Some legislators refuse to commit public funds for new scientific research if they cannot be assured that the research will contribute to the public welfare. Such a position ignores the lessons of experience. Many important contributions to the public welfare that resulted from scientific research were never predicted as potential outcomes of to the discovery of antibiotics—one of the greatest contributions ever made to the public welfare?

What this question is testing

Main Conclusion

Your task

Break the argument into its conclusion and evidence, then do exactly what the question stem asks with that structure.

Common trap

Answers that sound relevant to the topic but don't connect to the argument's actual reasoning.

Winning move

Predict what a right answer must do, then test each choice against the conclusion-evidence gap.

Reading along? Open the full official question in LawHub — we show a fragment here and keep the reasoning in our own words.

The question
2.

Which one of the following most accurately expresses the main point of

Answer choices

  1. Too Strong: ensure2% picked this

    The committal of public funds for new scientific research will ensure that the public welfare

    This doesn't express the main conclusion. It's a stronger claim that no one made. The author's example shows that public funds sometimes lead to unexpected benefits to public welfare. She never comes close to saying that public funds guarantee a public benefit.

  2. Inference Bait2% picked this

    If it were possible to predict the general outcome of a new scientific research effort, then legislators would not refuse to commit

    This is an unstated idea, not a tempting answer choice. It sounds like it's trying to flip the causal logic of the first sentence. We want an answer that mimics the meaning of the second sentence.

  3. Unsupported Comparison3% picked this

    Scientific discoveries that have contributed to the public welfare would have occurred sooner if public funds had been committed to the

    This wasn't stated explicitly in the passage, so shouldn't be tempting as an answer. The author never discusses speeding up the timeline of getting the public to benefit from scientific discoveries.

  4. Too Strong: ensure / must3% picked this

    In order to ensure that scientific research is directed toward contributing to the public welfare, legislators must commit public

    Clearly the author is trying to prevent legislators from rescinding funding on the basis of not being guaranteed a societal benefit from the research. But there's nothing in the paragraph like "they must commit funds in order to ensure that research is directed toward the public good". She is saying, "it's fine to commit funds even when you're not sure there will be a boost to the public good (because we can often be surprised by that part)."

  5. Correct90% picked this

    Lack of guarantees that new scientific research will contribute to the public welfare is not sufficient reason for legislators to refuse to commit

    Why this is right

    This matches the intended meaning of the second sentence, which is a rebuttal sentiment that is essentially saying the view in the first sentence is wrong.
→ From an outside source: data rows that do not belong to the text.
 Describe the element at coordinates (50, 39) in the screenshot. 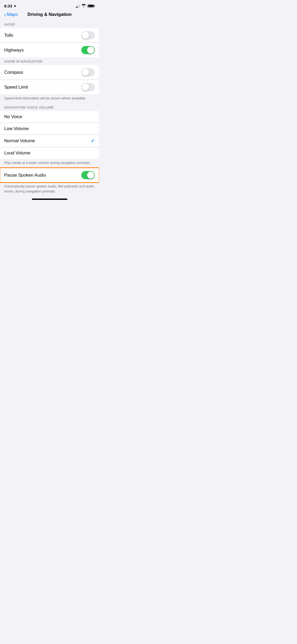

I see `avoid-section: AVOID Tolls Highways` at that location.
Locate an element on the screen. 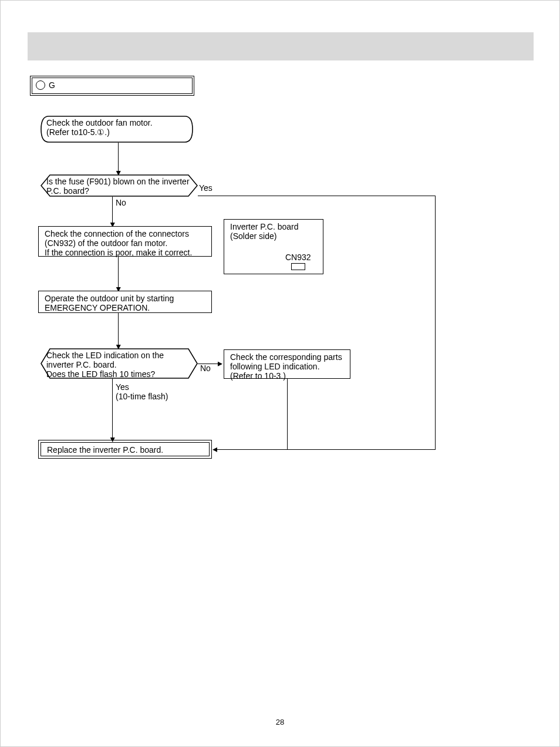 The height and width of the screenshot is (747, 560). node-replace-board: Replace the inverter P.C. board. is located at coordinates (125, 449).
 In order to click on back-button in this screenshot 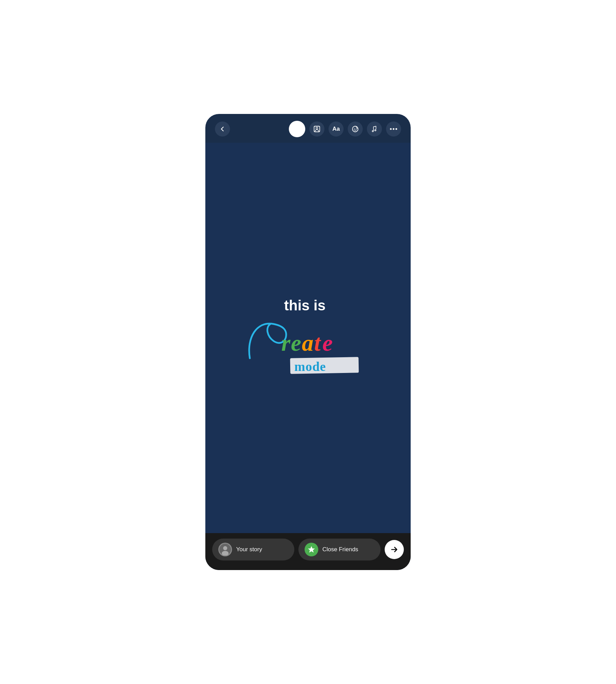, I will do `click(222, 129)`.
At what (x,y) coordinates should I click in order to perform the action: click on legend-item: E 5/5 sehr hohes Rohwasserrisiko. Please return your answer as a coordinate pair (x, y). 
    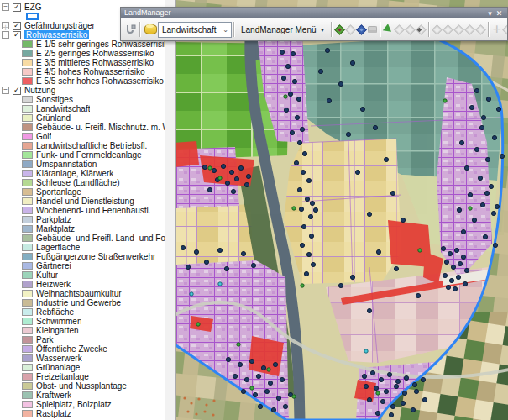
    Looking at the image, I should click on (82, 81).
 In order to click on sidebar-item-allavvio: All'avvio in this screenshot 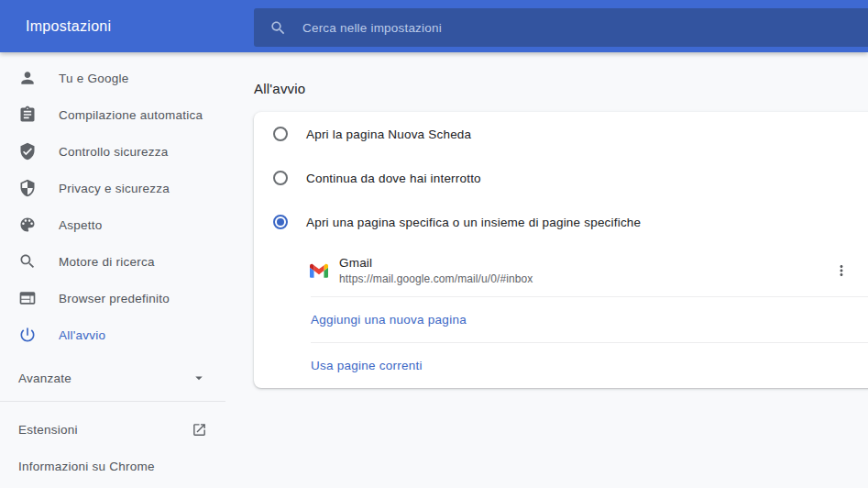, I will do `click(113, 335)`.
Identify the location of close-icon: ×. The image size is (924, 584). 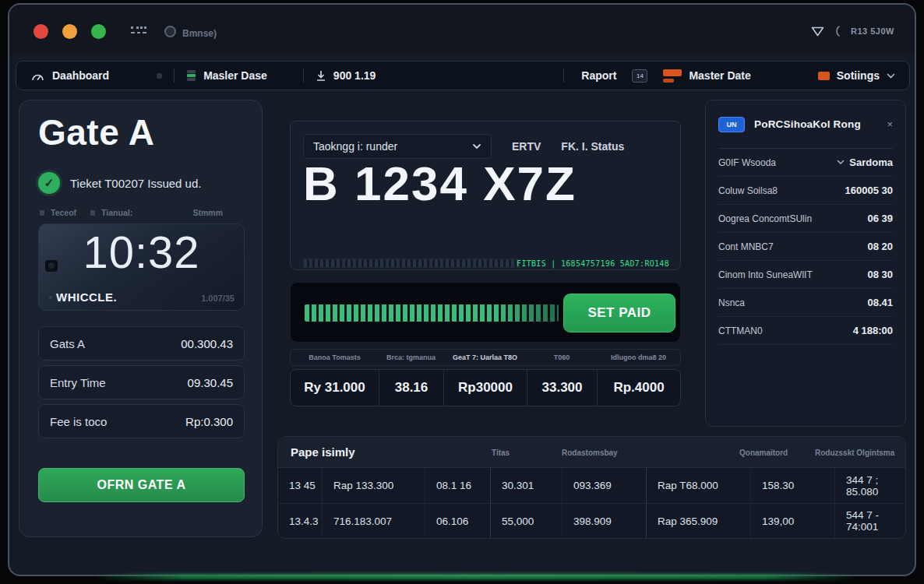
(890, 125).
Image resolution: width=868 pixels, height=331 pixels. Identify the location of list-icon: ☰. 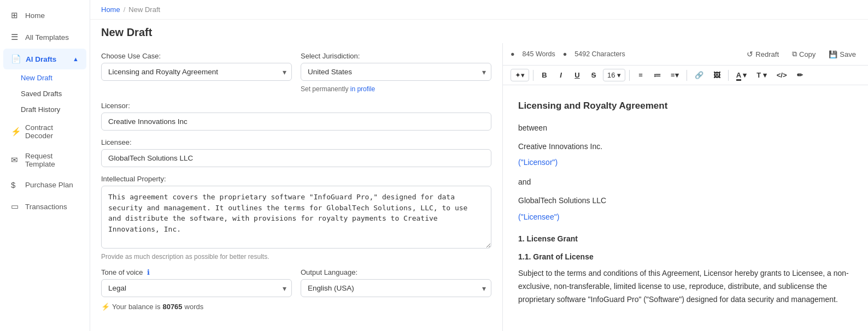
(16, 37).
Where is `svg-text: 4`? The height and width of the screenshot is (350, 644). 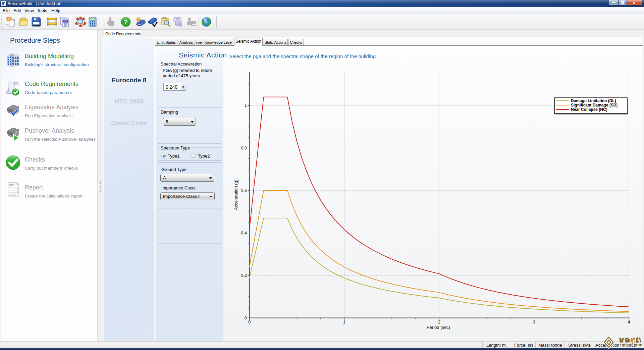 svg-text: 4 is located at coordinates (629, 322).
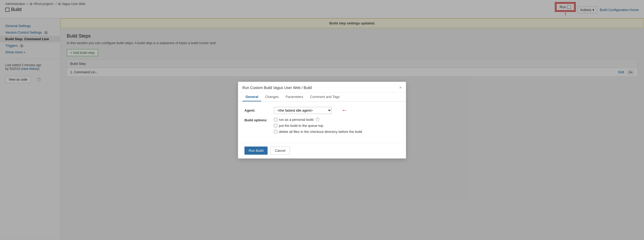 Image resolution: width=644 pixels, height=240 pixels. Describe the element at coordinates (318, 126) in the screenshot. I see `checkboxes-col: run as a personal build ? put the build …` at that location.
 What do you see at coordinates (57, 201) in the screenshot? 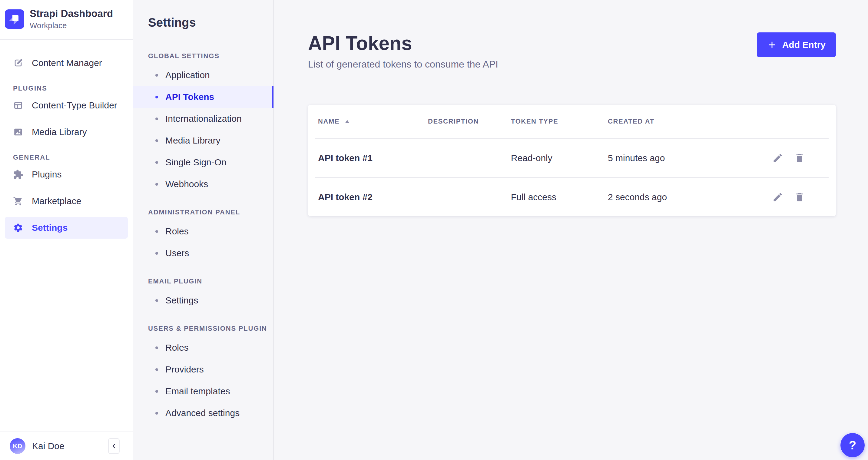
I see `sidebar-item-label: Marketplace` at bounding box center [57, 201].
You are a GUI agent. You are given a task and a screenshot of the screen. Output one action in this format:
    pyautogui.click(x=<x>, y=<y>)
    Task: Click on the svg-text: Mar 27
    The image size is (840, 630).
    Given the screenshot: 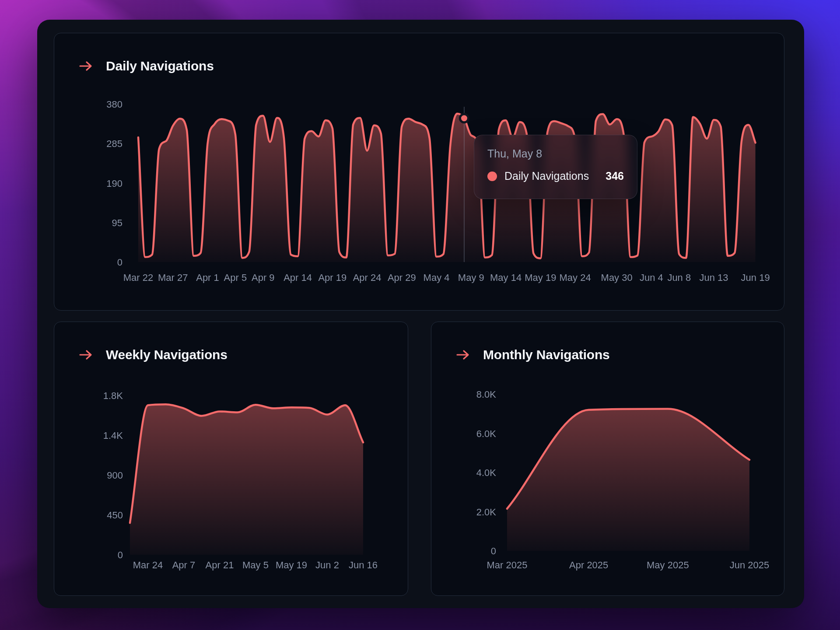 What is the action you would take?
    pyautogui.click(x=173, y=277)
    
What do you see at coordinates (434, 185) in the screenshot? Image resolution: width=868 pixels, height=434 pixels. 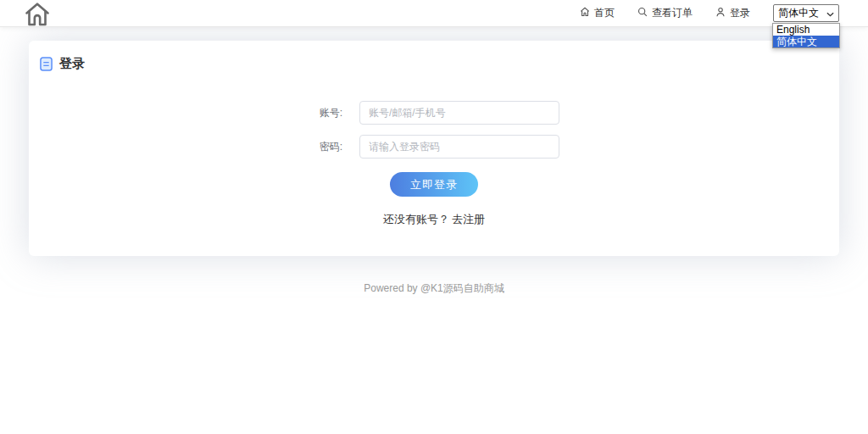 I see `login-button: 立即登录` at bounding box center [434, 185].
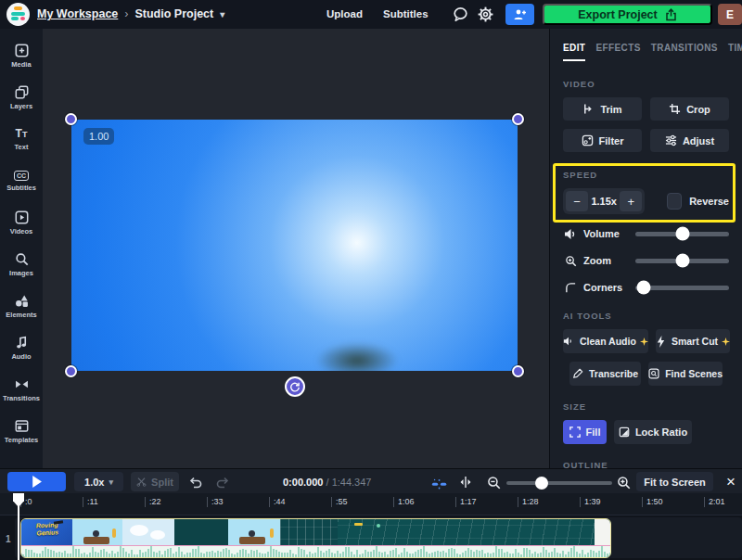  I want to click on fill-button: Fill, so click(584, 432).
The first sentence is saying, "We refuse to commit public funds to sci research unless we can be guaranteed that it will contribute to public welfare", which can be rephrased, "If we can't be guaranteed that the research will benefit the public, then we will refuse to commit funds toward that research." Since the author is saying that this idea is wrong, she believes that "a lack of guarantee that the research will benefit the public does NOT mean that we should refuse to commit funds."